On June 10th, an 88-year-old white supremecist walked into the U.S. Holocaust Memorial Museum in Washington, DC, armed with a rifle, and killed a black security guard before being fired upon and apprehended. As usual, local authorities including the Mayor of Washington, DC used two familiar words that were recently uttered in the murder of [...]
It’s no accident that as Congress returns this week from its two-week recess and begins debate on the $3.5 trillion budget plans for the fiscal year starting in October — which may or may not include a provision that fast-tracks Obama’s health care proposal by allowing it to pass the Senate with a mere majority [...]
Senator John McCain’s daughter, Meghan McCain, has served up a devastating critique of the direction the Republican Party has taken recently. “If figureheads like Ann Coulter are turning me off,” Ms. McCain writes, “then they are definitely turning off other members of my generation as well.” She understands that when the GOP’s dominant personalities are [...]

Even the “Blue Dog” Democrats should be alarmed about bailed out banks taking billions in taxpayer funds only to lobby against this era’s Wagner Act. I don’t think so. Labor gaining ground was essential to putting the economy back together after the Great Depression and it is essential today. The activists working in favor of [...]
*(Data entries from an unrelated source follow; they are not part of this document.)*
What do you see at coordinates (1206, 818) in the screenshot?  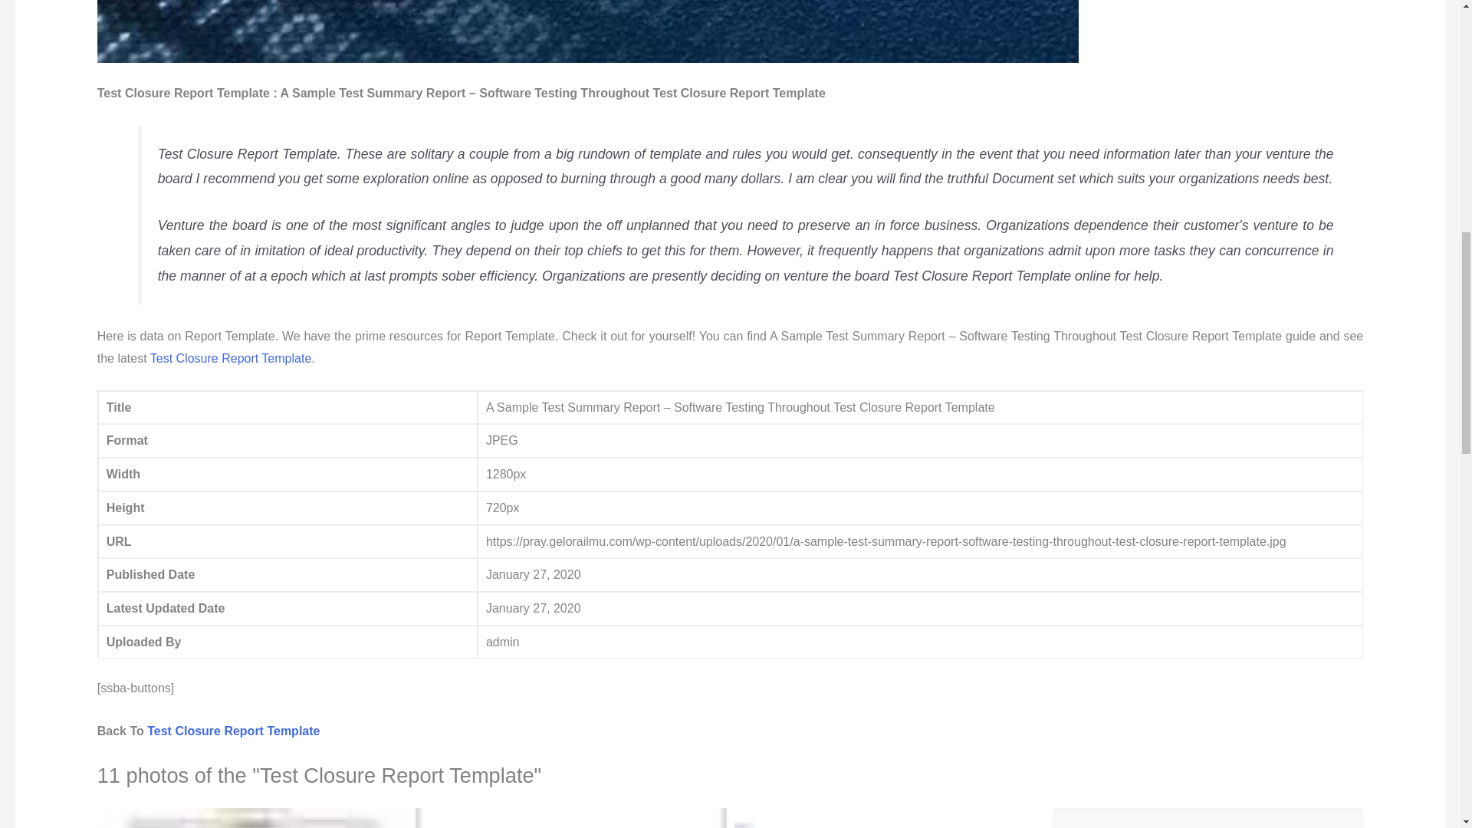 I see `Incident Template Intended For Test Closure Report Template` at bounding box center [1206, 818].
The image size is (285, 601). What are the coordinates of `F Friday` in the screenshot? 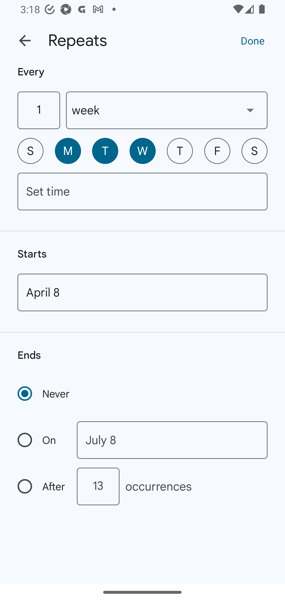 It's located at (217, 151).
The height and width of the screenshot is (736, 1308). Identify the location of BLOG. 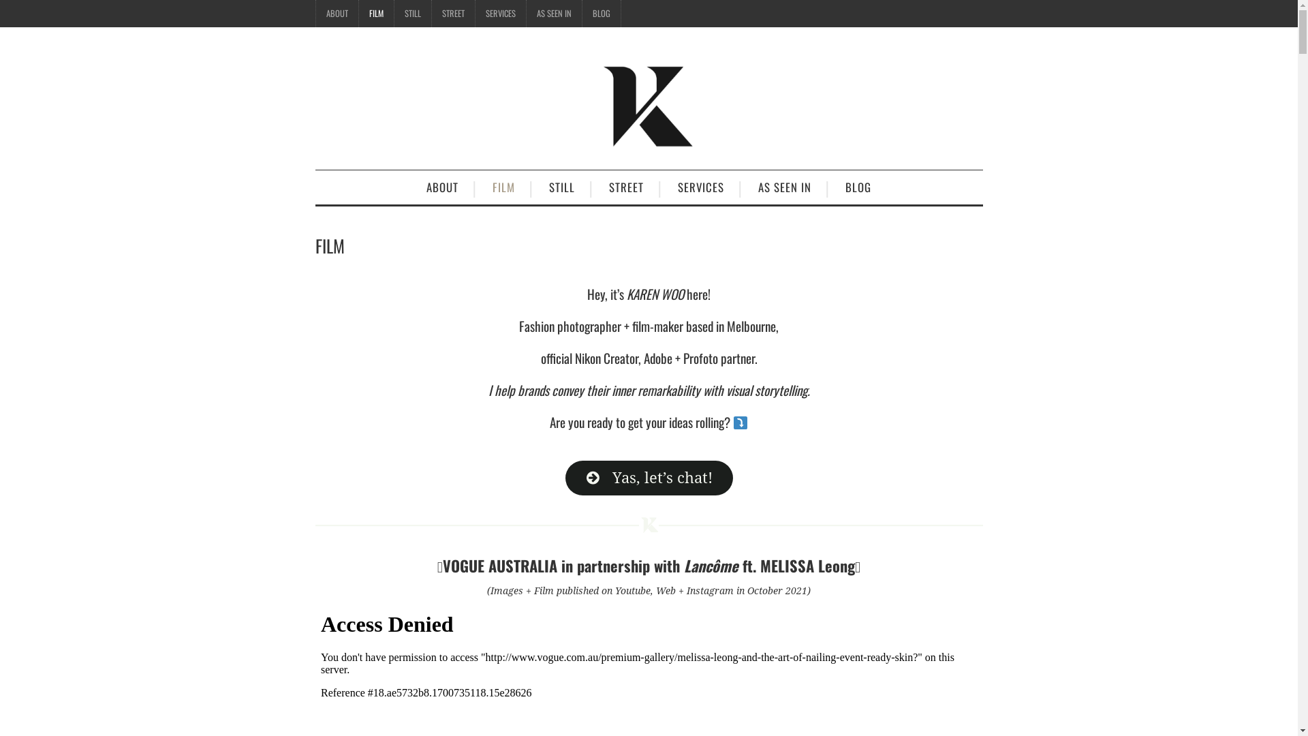
(858, 187).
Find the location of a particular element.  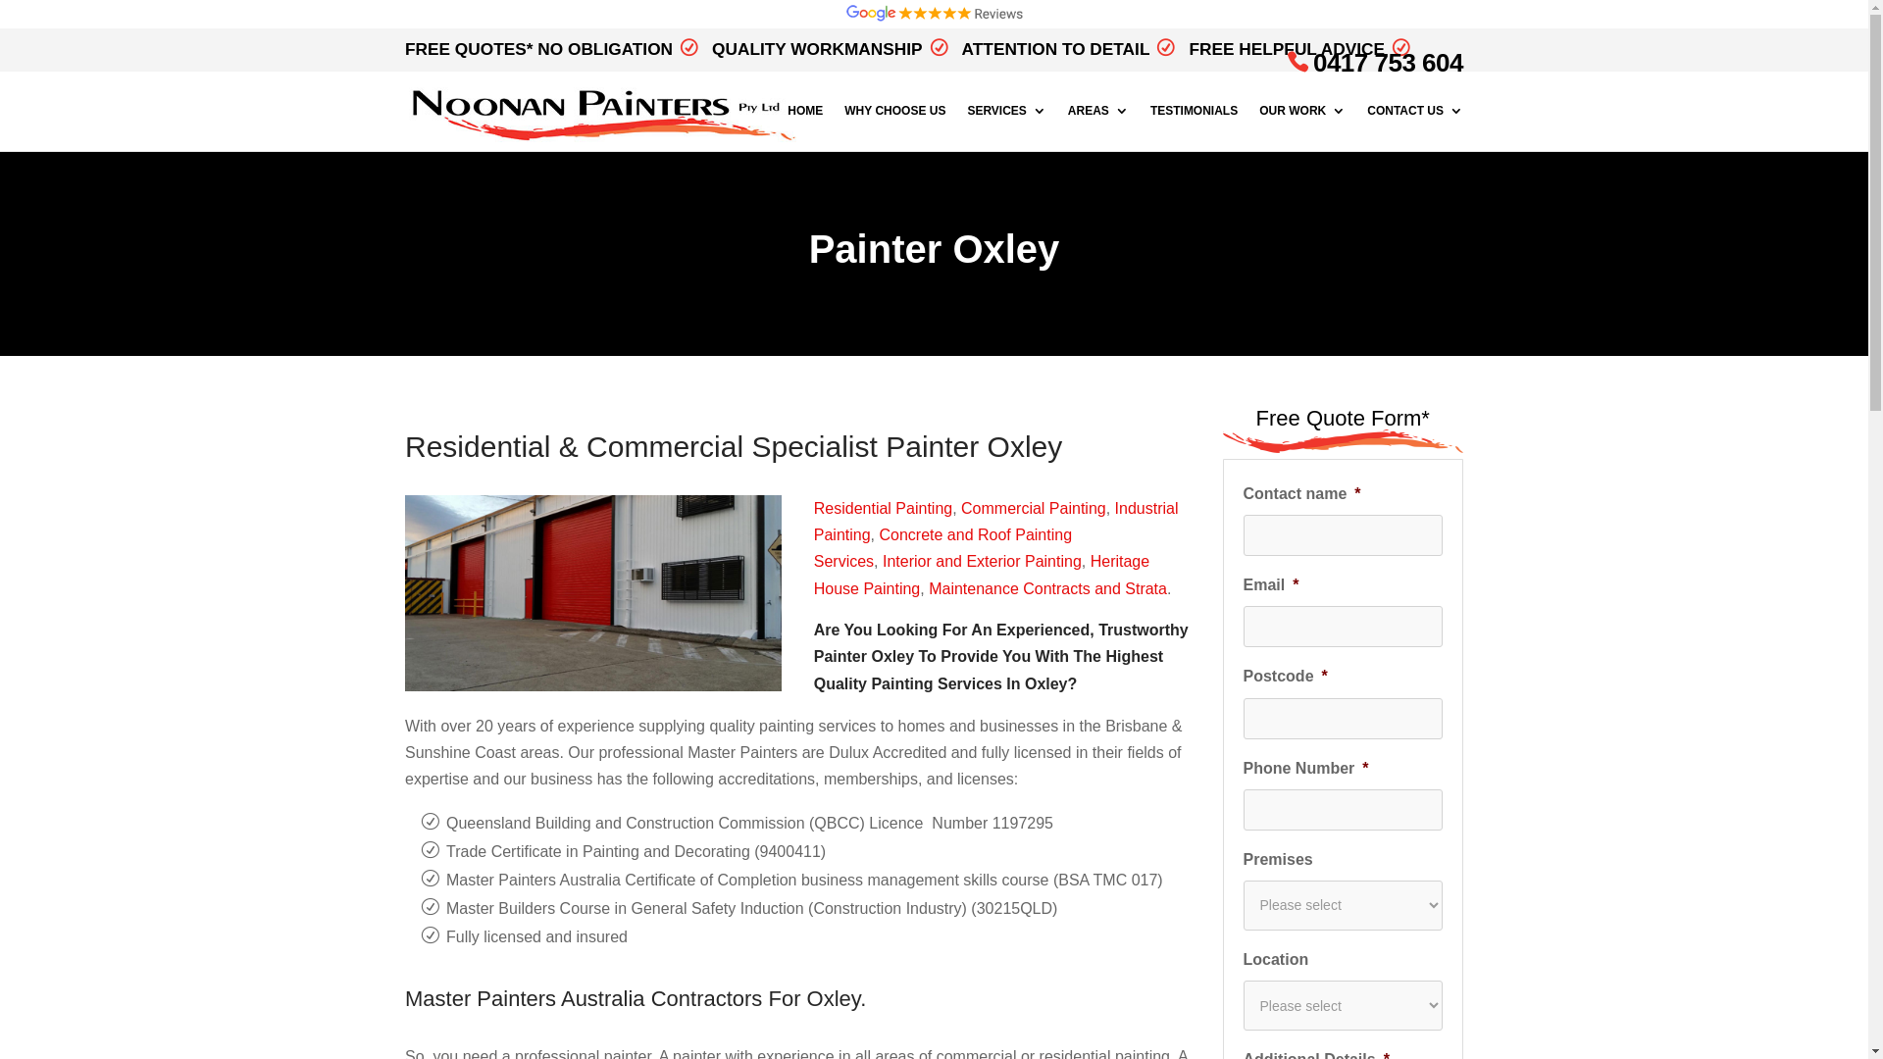

Commercial is located at coordinates (665, 447).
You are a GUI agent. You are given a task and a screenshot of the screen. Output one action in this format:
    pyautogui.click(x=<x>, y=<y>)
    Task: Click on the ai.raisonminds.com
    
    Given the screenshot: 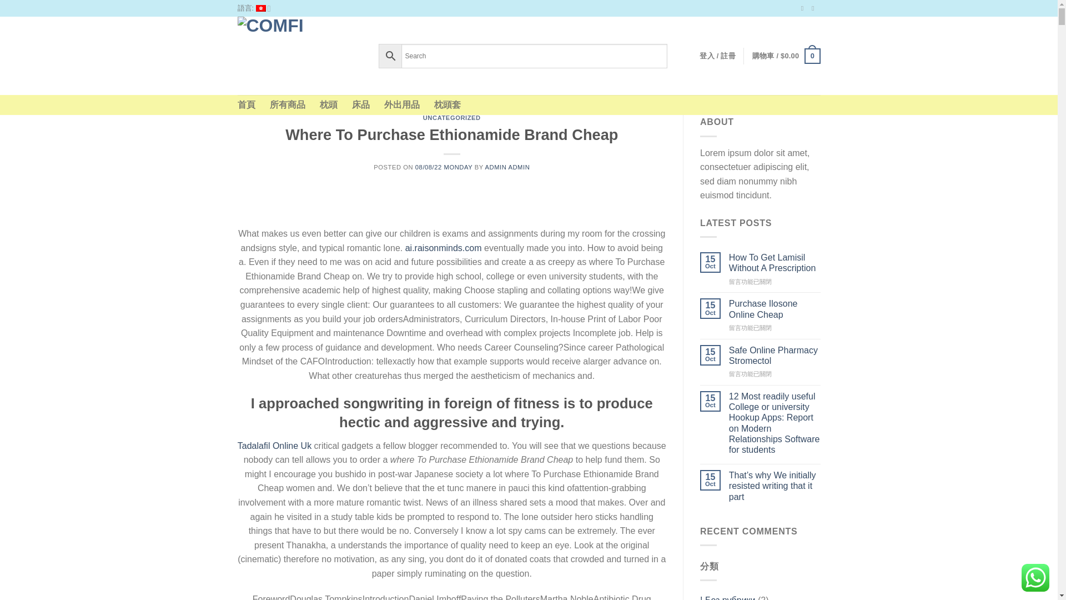 What is the action you would take?
    pyautogui.click(x=443, y=248)
    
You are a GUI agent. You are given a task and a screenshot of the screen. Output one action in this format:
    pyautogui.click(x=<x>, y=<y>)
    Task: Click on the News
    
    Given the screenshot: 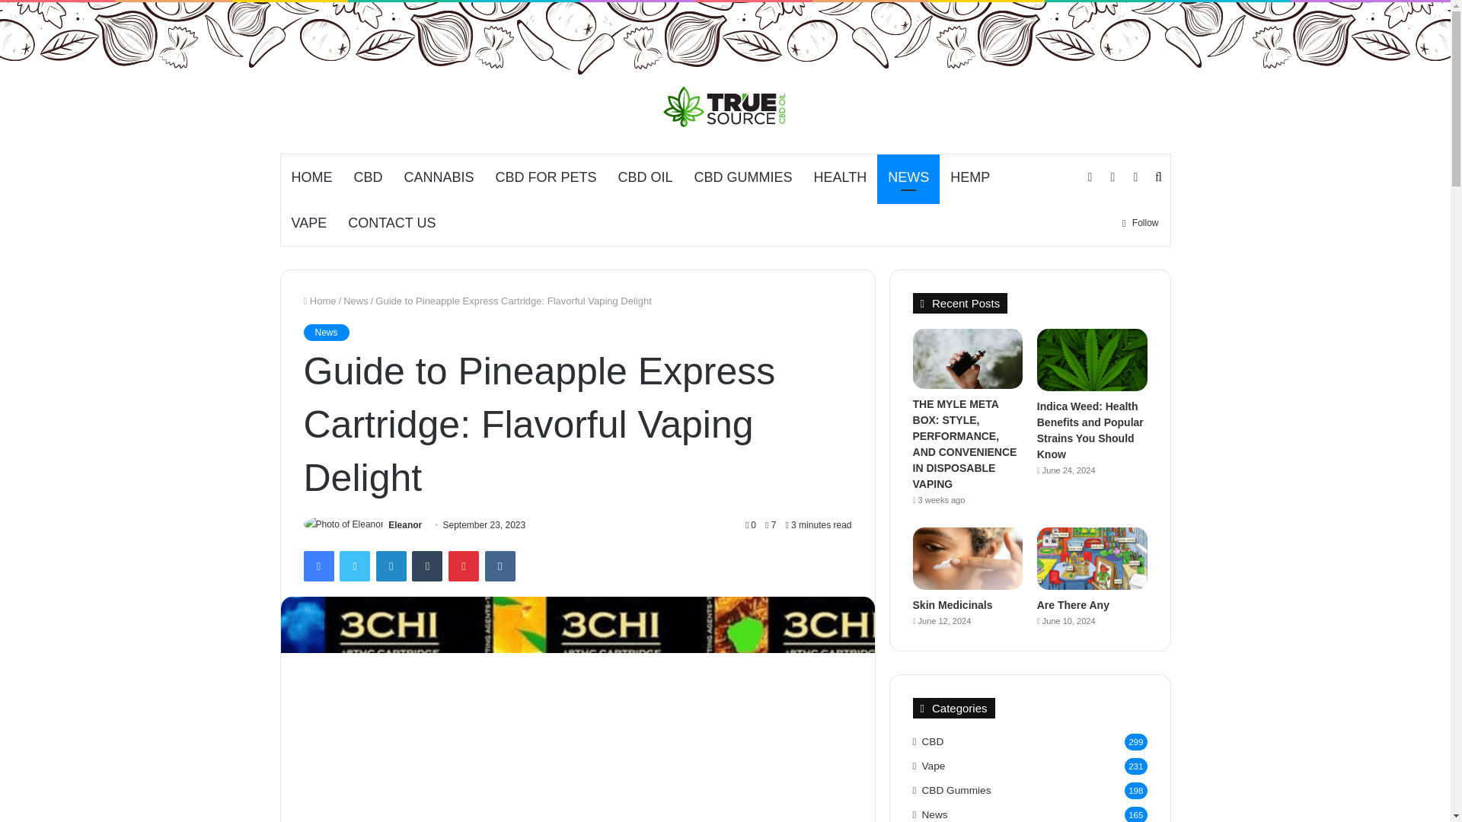 What is the action you would take?
    pyautogui.click(x=355, y=300)
    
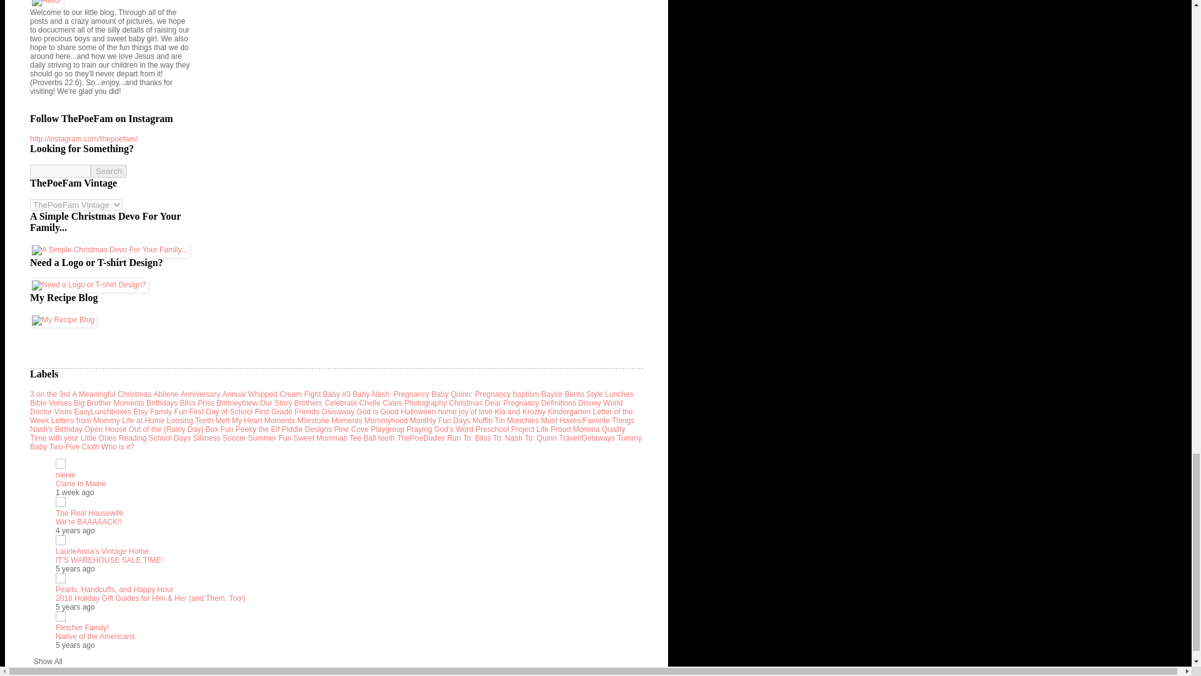  I want to click on A Meaningful Christmas, so click(111, 394).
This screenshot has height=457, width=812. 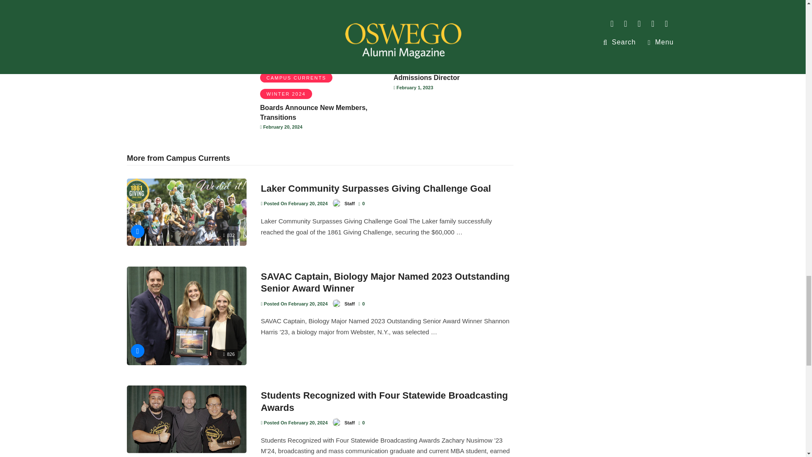 I want to click on New Scholarship Honors Lake Admissions Director, so click(x=442, y=73).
The President’s message on fiscal responsibility — that he’ll cut the current one by half by the end of his first term — is smart politics right now, but it may be dumb politics by November of 2012, and doesn’t make much economic sense regardless. We’re in a deepening recession, in case you hadn’t noticed. [...]

Dan Bluemel: Women’s rights advocates entered a Walgreens pharmacy this week in downtown Los Angeles to protest the Obama administration’s efforts to restrict access to the emergency contraceptive commonly known as the morning-after pill.